Marty Klingelhofer is the Assistant Director of Athletics for Strength and Conditioning at Landon School, where he has served as the school’s strength coach since 1983. A 1981 graduate of Lafayette College, Coach Klingelhofer volunteered periodically with the University of Maryland’s strength and conditioning staff between 1995 and 2005.
He also worked at Gallaudet University as an assistant football and strength coach in 1996 and was promoted to Head Strength & Conditioning Coach in 1997. He began working full-time at Landon School in 1998, when he was named to his current role.
Coach Klingelhofer earned his NSCA CSCS certification in 1988 and his USAW Level 1 coach certification in 1992. He joined the National High School Strength Coaches Association (NHSSCA) in 2016, became the Maryland State Director in 2020, and was recognized as the NHSSCA Maryland Coach of the Year in 2020 and Regional Coach of the Year in 2022. That same year, he was also honored with Landon School’s Teacher of the Year Award.
What do you enjoy most about being a strength and conditioning coach?
I enjoy working with all kinds of students, especially those who are less athletic, and seeing them develop. Helping them improve in strength, speed, agility, and coordination through our program is great, but what is even more gratifying is to see their belief in themselves grow as a result of their consistent hard work in a focused program that helps them to witness the accomplishment of their own goals.
One example of this is a current NFL assistant coach whom I coached in high school. He wrote, as part of his recommendation for this auspicious award, “Everyone needs that someone to believe in him at some point in his life. That was Marty for me as a high school football player. I desperately wanted to start on the varsity football team. Marty dedicated himself to helping me achieve that goal. Marty built my foundation of hard work and focus on technique that carries me today as an NFL Coach.”
Please describe your training philosophy.
My mission statement is to build a base of movement literacy and mastery to which will be added strength and speed so that our students will grow into robust, resilient (physically and mentally) and efficient athletes for life. I work to develop the total athlete by helping each young man reach his maximum level of performance while reducing the likelihood of his being injured. I accomplish this goal through the implementation of a comprehensive research-based program design that includes multi-joint, ground-based, and multi-planar strength training and speed, agility, plyometric, balance, and mobility work.
What do you consider your greatest accomplishments as a strength coach?

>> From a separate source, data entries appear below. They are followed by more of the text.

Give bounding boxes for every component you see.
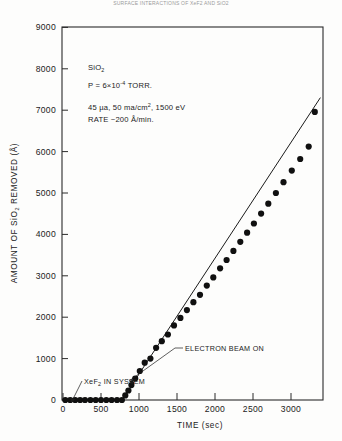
data-point <box>217 265 223 271</box>
data-point <box>153 345 159 351</box>
annotation-beam-prefix: 45 µa, 50 ma/cm <box>88 103 148 112</box>
callout-xef2-label: XeF2 IN SYSTEM <box>84 377 145 387</box>
data-point <box>265 201 271 207</box>
data-point <box>197 292 203 298</box>
data-point <box>171 322 177 328</box>
annotation-etch-rate: RATE ~200 Å/min. <box>88 115 154 124</box>
data-point <box>230 248 236 254</box>
callout-electron-beam-on-label: ELECTRON BEAM ON <box>185 344 264 353</box>
data-point <box>190 299 196 305</box>
annotation-pressure-suffix: TORR. <box>126 81 153 90</box>
annotation-sample-prefix: SiO <box>88 63 101 72</box>
data-point <box>98 397 104 403</box>
data-points <box>62 109 318 403</box>
data-point <box>165 331 171 337</box>
y-tick-label-9000: 9000 <box>36 22 56 32</box>
y-tick-label-0: 0 <box>51 395 56 405</box>
fit-line-group <box>64 98 320 400</box>
data-point <box>109 397 115 403</box>
x-tick-label-1500: 1500 <box>167 404 187 414</box>
y-tick-label-7000: 7000 <box>36 105 56 115</box>
fit-segment-etch-slope <box>122 98 320 400</box>
x-tick-label-0: 0 <box>60 404 65 414</box>
x-axis-title: TIME (sec) <box>177 421 223 430</box>
data-point <box>87 397 93 403</box>
x-tick-label-2000: 2000 <box>205 404 225 414</box>
callout-xef2-suffix: IN SYSTEM <box>101 377 145 386</box>
chart-canvas: 0 1000 2000 3000 4000 5000 6000 7000 800… <box>0 0 342 441</box>
data-point <box>210 274 216 280</box>
x-tick-label-500: 500 <box>93 404 108 414</box>
y-tick-label-3000: 3000 <box>36 271 56 281</box>
x-axis-tick-labels: 0 500 1000 1500 2000 2500 3000 <box>60 404 301 414</box>
y-axis-ticks <box>62 27 68 400</box>
annotation-sample: SiO2 <box>88 63 104 73</box>
data-point <box>125 387 131 393</box>
y-tick-label-2000: 2000 <box>36 312 56 322</box>
data-point <box>184 307 190 313</box>
annotation-pressure: P = 6×10-4 TORR. <box>88 80 152 90</box>
data-point <box>312 109 318 115</box>
y-tick-label-8000: 8000 <box>36 64 56 74</box>
data-point <box>244 230 250 236</box>
svg-text:AMOUNT OF SiO2 REMOVED (Å): AMOUNT OF SiO2 REMOVED (Å) <box>9 143 20 283</box>
data-point <box>280 179 286 185</box>
data-point <box>289 168 295 174</box>
y-axis-tick-labels: 0 1000 2000 3000 4000 5000 6000 7000 800… <box>36 22 56 405</box>
y-tick-label-1000: 1000 <box>36 354 56 364</box>
data-point <box>237 239 243 245</box>
y-axis-title-prefix: AMOUNT OF SiO <box>10 210 19 283</box>
data-point <box>204 283 210 289</box>
x-tick-label-2500: 2500 <box>243 404 263 414</box>
data-point <box>297 156 303 162</box>
data-point <box>273 190 279 196</box>
y-tick-label-5000: 5000 <box>36 188 56 198</box>
data-point <box>251 220 257 226</box>
data-point <box>147 356 153 362</box>
annotation-pressure-prefix: P = 6×10 <box>88 81 120 90</box>
y-axis-title-suffix: REMOVED (Å) <box>9 143 19 207</box>
data-point <box>177 315 183 321</box>
y-tick-label-6000: 6000 <box>36 147 56 157</box>
x-tick-label-1000: 1000 <box>129 404 149 414</box>
annotation-sample-sub: 2 <box>101 67 104 73</box>
data-point <box>93 397 99 403</box>
callout-xef2-prefix: XeF <box>84 377 98 386</box>
y-axis-title: AMOUNT OF SiO2 REMOVED (Å) <box>9 143 20 283</box>
data-point <box>306 144 312 150</box>
data-point <box>142 360 148 366</box>
data-point <box>258 211 264 217</box>
data-point <box>159 338 165 344</box>
annotation-beam-suffix: , 1500 eV <box>151 103 186 112</box>
figure-panel: SURFACE INTERACTIONS OF XeF2 AND SiO2 0 … <box>0 0 342 441</box>
callout-electron-beam-on: ELECTRON BEAM ON <box>129 344 264 384</box>
y-tick-label-4000: 4000 <box>36 229 56 239</box>
data-point <box>224 257 230 263</box>
data-point <box>82 397 88 403</box>
data-point <box>103 397 109 403</box>
x-tick-label-3000: 3000 <box>281 404 301 414</box>
annotation-beam-conditions: 45 µa, 50 ma/cm2, 1500 eV <box>88 102 186 112</box>
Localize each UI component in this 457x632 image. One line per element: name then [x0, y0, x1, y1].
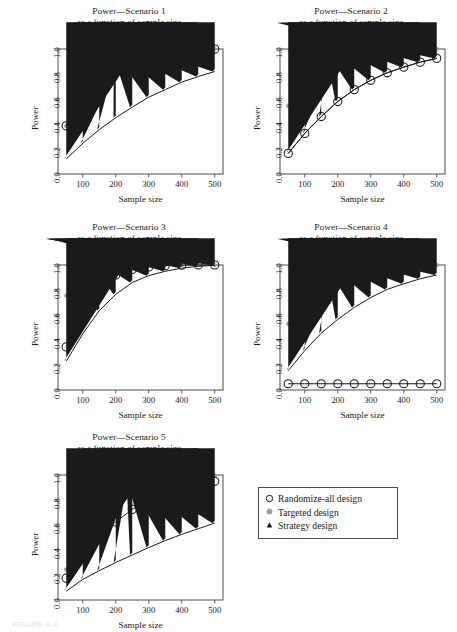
y-tick-label: 0.0: [52, 388, 62, 399]
y-tick-label: 0.8: [274, 288, 284, 299]
x-tick-label: 100: [69, 179, 97, 189]
plot-area-scenario-4: [240, 238, 455, 398]
x-tick-label: 300: [357, 395, 385, 405]
chart-panel-scenario-4: Power—Scenario 4as a function of sample …: [240, 238, 457, 433]
panel-title-line1: Power—Scenario 2: [240, 6, 457, 17]
y-tick-label: 0.4: [274, 338, 284, 349]
x-tick-label: 400: [168, 605, 196, 615]
x-tick-label: 500: [201, 395, 229, 405]
plot-area-scenario-5: [18, 448, 233, 608]
y-tick-label: 0.4: [52, 338, 62, 349]
y-tick-label: 0.6: [274, 313, 284, 324]
legend-item-targeted: Targeted design: [264, 506, 390, 520]
chart-legend: Randomize-all design Targeted design Str…: [258, 487, 398, 539]
y-tick-label: 0.0: [52, 598, 62, 609]
x-tick-label: 200: [102, 179, 130, 189]
y-tick-label: 1.0: [274, 47, 284, 58]
y-tick-label: 0.2: [274, 363, 284, 374]
y-tick-label: 0.2: [52, 573, 62, 584]
x-tick-label: 400: [168, 395, 196, 405]
y-tick-label: 0.4: [52, 548, 62, 559]
y-tick-label: 0.6: [52, 523, 62, 534]
legend-label-randomize-all: Randomize-all design: [278, 493, 362, 504]
x-tick-label: 200: [324, 179, 352, 189]
y-tick-label: 0.0: [274, 388, 284, 399]
y-tick-label: 0.8: [52, 72, 62, 83]
y-tick-label: 1.0: [52, 473, 62, 484]
y-tick-label: 0.8: [52, 288, 62, 299]
x-tick-label: 100: [69, 395, 97, 405]
y-tick-label: 0.2: [274, 147, 284, 158]
x-tick-label: 400: [390, 179, 418, 189]
legend-label-targeted: Targeted design: [278, 507, 339, 518]
plot-area-scenario-2: [240, 22, 455, 182]
y-tick-label: 0.4: [52, 122, 62, 133]
x-tick-label: 400: [168, 179, 196, 189]
x-tick-label: 300: [135, 395, 163, 405]
x-tick-label: 300: [357, 179, 385, 189]
plot-area-scenario-1: [18, 22, 233, 182]
x-tick-label: 400: [390, 395, 418, 405]
x-tick-label: 100: [69, 605, 97, 615]
chart-panel-scenario-2: Power—Scenario 2as a function of sample …: [240, 22, 457, 217]
y-tick-label: 0.6: [52, 313, 62, 324]
x-tick-label: 200: [324, 395, 352, 405]
x-tick-label: 500: [423, 179, 451, 189]
y-axis-label: Power: [30, 322, 40, 345]
legend-label-strategy: Strategy design: [278, 520, 337, 531]
x-axis-label: Sample size: [58, 620, 223, 630]
y-tick-label: 0.6: [52, 97, 62, 108]
x-tick-label: 500: [201, 179, 229, 189]
x-tick-label: 500: [423, 395, 451, 405]
y-tick-label: 0.8: [52, 498, 62, 509]
y-tick-label: 1.0: [52, 47, 62, 58]
y-tick-label: 0.0: [52, 172, 62, 183]
y-tick-label: 0.4: [274, 122, 284, 133]
x-tick-label: 500: [201, 605, 229, 615]
figure-caption: FIGURE 9.4: [12, 620, 58, 629]
chart-panel-scenario-3: Power—Scenario 3as a function of sample …: [18, 238, 240, 433]
x-tick-label: 200: [102, 605, 130, 615]
x-tick-label: 100: [291, 395, 319, 405]
y-tick-label: 0.2: [52, 363, 62, 374]
panel-title-line1: Power—Scenario 1: [18, 6, 240, 17]
y-tick-label: 0.0: [274, 172, 284, 183]
panel-title-line1: Power—Scenario 3: [18, 222, 240, 233]
chart-panel-scenario-5: Power—Scenario 5as a function of sample …: [18, 448, 240, 632]
legend-item-randomize-all: Randomize-all design: [264, 492, 390, 506]
filled-triangle-icon: [264, 517, 275, 535]
y-tick-label: 0.6: [274, 97, 284, 108]
x-axis-label: Sample size: [58, 410, 223, 420]
x-tick-label: 200: [102, 395, 130, 405]
y-tick-label: 0.2: [52, 147, 62, 158]
y-tick-label: 0.8: [274, 72, 284, 83]
chart-panel-scenario-1: Power—Scenario 1as a function of sample …: [18, 22, 240, 217]
x-axis-label: Sample size: [280, 410, 445, 420]
y-tick-label: 1.0: [274, 263, 284, 274]
y-axis-label: Power: [30, 532, 40, 555]
x-axis-label: Sample size: [280, 194, 445, 204]
y-axis-label: Power: [30, 106, 40, 129]
x-tick-label: 100: [291, 179, 319, 189]
legend-item-strategy: Strategy design: [264, 519, 390, 533]
x-axis-label: Sample size: [58, 194, 223, 204]
x-tick-label: 300: [135, 179, 163, 189]
y-axis-label: Power: [252, 322, 262, 345]
panel-title-line1: Power—Scenario 5: [18, 432, 240, 443]
x-tick-label: 300: [135, 605, 163, 615]
panel-title-line1: Power—Scenario 4: [240, 222, 457, 233]
plot-area-scenario-3: [18, 238, 233, 398]
y-tick-label: 1.0: [52, 263, 62, 274]
y-axis-label: Power: [252, 106, 262, 129]
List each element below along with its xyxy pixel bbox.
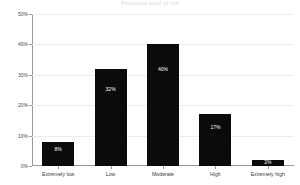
bar[interactable]: 17% xyxy=(199,114,231,166)
clipped-chart-title: Perceived level of risk xyxy=(0,0,300,6)
bar[interactable]: 40% xyxy=(147,44,179,166)
bar[interactable]: 32% xyxy=(95,69,127,166)
y-tick-label: 10% xyxy=(18,133,28,138)
y-tick-label: 20% xyxy=(18,103,28,108)
bar-chart-figure: Perceived level of risk Percent of respo… xyxy=(0,0,300,185)
bar-value-label: 17% xyxy=(199,124,231,130)
x-tick-label: Low xyxy=(106,171,116,177)
bar-value-label: 40% xyxy=(147,66,179,72)
bar-value-label: 8% xyxy=(42,146,74,152)
x-tick-label: High xyxy=(210,171,221,177)
x-tick-mark xyxy=(111,166,112,169)
y-tick-label: 30% xyxy=(18,72,28,77)
y-tick-label: 40% xyxy=(18,42,28,47)
bar-value-label: 32% xyxy=(95,86,127,92)
x-tick-label: Extremely low xyxy=(42,171,74,177)
plot-area: 0%10%20%30%40%50% 8%32%40%17%2% Extremel… xyxy=(32,14,294,166)
y-tick-mark xyxy=(29,136,32,137)
bar[interactable]: 8% xyxy=(42,142,74,166)
x-tick-label: Extremely high xyxy=(251,171,285,177)
y-tick-mark xyxy=(29,105,32,106)
y-tick-label: 50% xyxy=(18,12,28,17)
y-tick-mark xyxy=(29,166,32,167)
x-tick-mark xyxy=(215,166,216,169)
bar-value-label: 2% xyxy=(252,159,284,165)
x-tick-mark xyxy=(268,166,269,169)
y-tick-label: 0% xyxy=(21,164,28,169)
y-tick-mark xyxy=(29,75,32,76)
y-tick-mark xyxy=(29,44,32,45)
y-tick-mark xyxy=(29,14,32,15)
gridline xyxy=(32,14,294,15)
x-tick-mark xyxy=(163,166,164,169)
x-tick-mark xyxy=(58,166,59,169)
x-tick-label: Moderate xyxy=(152,171,174,177)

My greatest accomplishment has been the development of one of the first strength and conditioning programs in the Washington, D.C. area—and, eventually, having buy-in from the entire school community. When I began, students could choose “Physical Training,” a loosely organized weight training and fitness option that would fulfill a school sports requirement. Over time, Strength and Conditioning became an offering in all three sports seasons with 60 to 100 athletes, all varsity teams and some JV teams lift in-season, and many athletes participate in summer sessions.
You have impacted so many student-athletes at the Landon School. What stands out most about your career at Landon, and how has that experience shaped your career and philosophies?
What means the most to me is the ability to work with a large number of athletes of vastly differing abilities and help them succeed. While the general goals for each athlete are the same—become stronger, move better, become faster in all directions, and focus on fundamentals in terms of technique—being able to help so many individual student-athletes, especially those without great speed or strength at the start of our work together, and to witness improvements in their skill and confidence, is very rewarding. To see them go on, in college and beyond, to use habits of mind and body that we instilled in our strength and conditioning.